Every year the French speaking community at ECLA of Bard gathers in one of the dorms to cook, eat and express their enthusiasm for French culture and cuisine. This year as well, we all gathered in the music building on Wilhelm Wolf Strasse, and prepared to cook various kinds of French meals. Edit Gerelyes, the French instructor at ECLA of Bard, organizes such activities for all the French speaking students, so that the ones who are still grappling with the concept of what this language is can become more acquainted with the French cuisine and its culture.
I recently finished one year of learning French at ECLA of Bard. However, learning French had been my dream since my childhood. My desire to learn French started in high school, when I used to spend a lot of time in the school library. There I found a girl who would sit right across from where I sat, and she would very actively work on her French grammar. Somehow the image of that young woman mingled with the novel that I was reading at that time, Jane Eyre. And this inspired me to learn French, though I had to wait for another six years before I could actually begin to learn this language. Later when I came to ECLA of Bard I realized that I want to spend the rest of my life teaching children religion and philosophy – and what could be better than acquiring as many international languages as possible in order to be able to access the philosophical and religious materials in these languages?
I was reminded of this as I was sitting mutely during the French Dinner. I realized that, even if I could not make one sentence, I was learning through listening and observing others express themselves beautifully in French. I was surrounded by people who could articulate themselves quite well in French. The dinner also included many nice jokes and laughs from my various friends and their experiences in France with French people.
Amidst the sunset we all enjoyed a delicious meal very passionately on the terrace. Salmon baked in a Dijon mustard sauce, chocolate mousse cake, and French onion soup were among the many treats. Paris, my friend from the 2nd year BA, thoroughly entertained us with her absolutely frank and honest sense of humor. I enjoy Paris’s sense of humor from time to time during our seminars. During the French dinner, she brought to the table interesting stories from her teenage years spent in France. We all laughed most heartily enjoying Paris’s animated and most vivid description of mixing up English and French words to her utmost surprise and embarrassment as a teenager. The dinner concluded as we all washed, cleaned and set forth to prepare for the school day that lay ahead.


Aim of the task: For any picture in the lines below, please leave it out and copy the rest exactly.

Materials provided:
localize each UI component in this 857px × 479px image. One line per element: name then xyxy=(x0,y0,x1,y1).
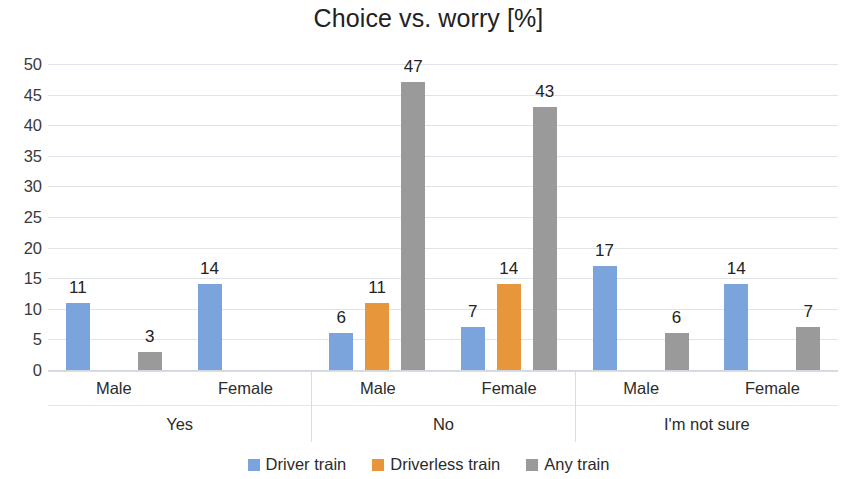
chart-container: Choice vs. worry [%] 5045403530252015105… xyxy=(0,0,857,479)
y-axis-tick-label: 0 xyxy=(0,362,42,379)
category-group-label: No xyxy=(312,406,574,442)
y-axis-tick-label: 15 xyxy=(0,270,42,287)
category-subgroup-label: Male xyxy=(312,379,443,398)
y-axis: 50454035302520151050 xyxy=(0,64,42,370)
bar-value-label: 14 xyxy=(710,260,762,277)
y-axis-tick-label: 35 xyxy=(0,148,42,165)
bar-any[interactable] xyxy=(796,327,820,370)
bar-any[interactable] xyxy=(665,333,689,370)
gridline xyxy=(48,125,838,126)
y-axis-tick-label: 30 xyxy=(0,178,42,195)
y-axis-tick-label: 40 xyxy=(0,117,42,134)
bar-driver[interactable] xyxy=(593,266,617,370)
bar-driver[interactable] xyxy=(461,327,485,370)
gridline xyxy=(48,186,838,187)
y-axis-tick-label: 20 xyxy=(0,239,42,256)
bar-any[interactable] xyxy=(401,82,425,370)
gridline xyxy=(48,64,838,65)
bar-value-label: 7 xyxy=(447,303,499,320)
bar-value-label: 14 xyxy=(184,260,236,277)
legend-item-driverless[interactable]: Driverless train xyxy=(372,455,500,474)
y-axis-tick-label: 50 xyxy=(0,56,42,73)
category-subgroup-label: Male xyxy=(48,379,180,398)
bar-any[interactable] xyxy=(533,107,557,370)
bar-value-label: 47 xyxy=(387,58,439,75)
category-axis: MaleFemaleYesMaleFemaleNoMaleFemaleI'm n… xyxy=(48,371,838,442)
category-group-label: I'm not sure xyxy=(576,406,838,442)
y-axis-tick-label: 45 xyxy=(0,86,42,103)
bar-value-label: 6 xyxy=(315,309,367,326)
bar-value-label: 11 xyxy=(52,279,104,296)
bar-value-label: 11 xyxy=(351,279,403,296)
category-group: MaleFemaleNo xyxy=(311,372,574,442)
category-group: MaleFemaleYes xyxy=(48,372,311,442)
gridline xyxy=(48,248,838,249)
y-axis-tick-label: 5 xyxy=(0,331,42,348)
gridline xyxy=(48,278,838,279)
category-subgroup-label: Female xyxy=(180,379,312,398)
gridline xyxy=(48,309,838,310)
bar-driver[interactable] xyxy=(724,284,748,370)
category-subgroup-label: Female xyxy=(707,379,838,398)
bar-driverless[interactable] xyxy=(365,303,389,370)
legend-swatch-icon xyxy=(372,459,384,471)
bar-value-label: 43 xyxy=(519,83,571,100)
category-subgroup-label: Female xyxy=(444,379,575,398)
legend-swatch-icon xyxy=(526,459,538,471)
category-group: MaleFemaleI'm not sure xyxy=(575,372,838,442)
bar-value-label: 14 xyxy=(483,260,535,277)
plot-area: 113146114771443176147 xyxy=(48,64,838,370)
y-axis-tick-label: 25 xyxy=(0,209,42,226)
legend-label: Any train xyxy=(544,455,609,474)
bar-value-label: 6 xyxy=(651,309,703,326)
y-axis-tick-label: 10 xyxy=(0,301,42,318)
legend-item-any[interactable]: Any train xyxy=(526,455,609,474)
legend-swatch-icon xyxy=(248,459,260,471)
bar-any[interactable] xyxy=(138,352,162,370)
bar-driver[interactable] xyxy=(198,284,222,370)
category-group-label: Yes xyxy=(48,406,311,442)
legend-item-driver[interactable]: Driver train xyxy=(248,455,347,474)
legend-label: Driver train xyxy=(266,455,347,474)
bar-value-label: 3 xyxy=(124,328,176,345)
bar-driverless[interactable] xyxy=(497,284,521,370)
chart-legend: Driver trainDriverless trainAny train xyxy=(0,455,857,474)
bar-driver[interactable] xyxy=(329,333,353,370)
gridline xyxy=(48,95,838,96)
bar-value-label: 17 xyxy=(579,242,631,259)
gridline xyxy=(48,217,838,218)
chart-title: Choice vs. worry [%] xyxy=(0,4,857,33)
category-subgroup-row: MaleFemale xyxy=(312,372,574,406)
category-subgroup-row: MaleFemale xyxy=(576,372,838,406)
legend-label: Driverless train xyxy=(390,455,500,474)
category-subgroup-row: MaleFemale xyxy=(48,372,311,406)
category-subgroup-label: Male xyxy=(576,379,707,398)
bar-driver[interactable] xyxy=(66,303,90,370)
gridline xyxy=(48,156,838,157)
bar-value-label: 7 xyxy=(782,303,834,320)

Response area:
localize each UI component in this 857px × 479px image. One line per element: name then xyxy=(x0,y0,x1,y1).
chart-container: Choice vs. worry [%] 5045403530252015105… xyxy=(0,0,857,479)
y-axis-tick-label: 0 xyxy=(0,362,42,379)
category-group-label: No xyxy=(312,406,574,442)
y-axis-tick-label: 15 xyxy=(0,270,42,287)
category-subgroup-label: Male xyxy=(312,379,443,398)
y-axis: 50454035302520151050 xyxy=(0,64,42,370)
bar-value-label: 14 xyxy=(710,260,762,277)
y-axis-tick-label: 35 xyxy=(0,148,42,165)
bar-any[interactable] xyxy=(796,327,820,370)
bar-any[interactable] xyxy=(665,333,689,370)
gridline xyxy=(48,125,838,126)
y-axis-tick-label: 30 xyxy=(0,178,42,195)
y-axis-tick-label: 40 xyxy=(0,117,42,134)
bar-driver[interactable] xyxy=(593,266,617,370)
bar-driver[interactable] xyxy=(461,327,485,370)
gridline xyxy=(48,186,838,187)
y-axis-tick-label: 20 xyxy=(0,239,42,256)
bar-any[interactable] xyxy=(401,82,425,370)
gridline xyxy=(48,64,838,65)
bar-value-label: 7 xyxy=(447,303,499,320)
bar-value-label: 14 xyxy=(184,260,236,277)
legend-item-driverless[interactable]: Driverless train xyxy=(372,455,500,474)
y-axis-tick-label: 50 xyxy=(0,56,42,73)
category-subgroup-label: Male xyxy=(48,379,180,398)
bar-any[interactable] xyxy=(533,107,557,370)
bar-value-label: 47 xyxy=(387,58,439,75)
category-axis: MaleFemaleYesMaleFemaleNoMaleFemaleI'm n… xyxy=(48,371,838,442)
category-group-label: I'm not sure xyxy=(576,406,838,442)
y-axis-tick-label: 45 xyxy=(0,86,42,103)
bar-value-label: 6 xyxy=(315,309,367,326)
bar-value-label: 11 xyxy=(52,279,104,296)
bar-value-label: 11 xyxy=(351,279,403,296)
category-group: MaleFemaleNo xyxy=(311,372,574,442)
category-group: MaleFemaleYes xyxy=(48,372,311,442)
gridline xyxy=(48,248,838,249)
y-axis-tick-label: 5 xyxy=(0,331,42,348)
gridline xyxy=(48,278,838,279)
category-subgroup-label: Female xyxy=(180,379,312,398)
gridline xyxy=(48,309,838,310)
bar-driver[interactable] xyxy=(724,284,748,370)
category-subgroup-label: Female xyxy=(707,379,838,398)
bar-driverless[interactable] xyxy=(365,303,389,370)
legend-swatch-icon xyxy=(372,459,384,471)
bar-value-label: 43 xyxy=(519,83,571,100)
category-subgroup-label: Female xyxy=(444,379,575,398)
legend-swatch-icon xyxy=(526,459,538,471)
category-group: MaleFemaleI'm not sure xyxy=(575,372,838,442)
bar-value-label: 14 xyxy=(483,260,535,277)
plot-area: 113146114771443176147 xyxy=(48,64,838,370)
y-axis-tick-label: 25 xyxy=(0,209,42,226)
legend-label: Any train xyxy=(544,455,609,474)
bar-value-label: 6 xyxy=(651,309,703,326)
y-axis-tick-label: 10 xyxy=(0,301,42,318)
legend-item-any[interactable]: Any train xyxy=(526,455,609,474)
legend-swatch-icon xyxy=(248,459,260,471)
bar-any[interactable] xyxy=(138,352,162,370)
bar-driver[interactable] xyxy=(198,284,222,370)
category-group-label: Yes xyxy=(48,406,311,442)
legend-item-driver[interactable]: Driver train xyxy=(248,455,347,474)
legend-label: Driver train xyxy=(266,455,347,474)
bar-value-label: 3 xyxy=(124,328,176,345)
bar-driverless[interactable] xyxy=(497,284,521,370)
chart-legend: Driver trainDriverless trainAny train xyxy=(0,455,857,474)
bar-driver[interactable] xyxy=(329,333,353,370)
gridline xyxy=(48,95,838,96)
bar-value-label: 17 xyxy=(579,242,631,259)
gridline xyxy=(48,217,838,218)
chart-title: Choice vs. worry [%] xyxy=(0,4,857,33)
category-subgroup-row: MaleFemale xyxy=(312,372,574,406)
category-subgroup-row: MaleFemale xyxy=(576,372,838,406)
legend-label: Driverless train xyxy=(390,455,500,474)
category-subgroup-row: MaleFemale xyxy=(48,372,311,406)
category-subgroup-label: Male xyxy=(576,379,707,398)
bar-driver[interactable] xyxy=(66,303,90,370)
gridline xyxy=(48,156,838,157)
bar-value-label: 7 xyxy=(782,303,834,320)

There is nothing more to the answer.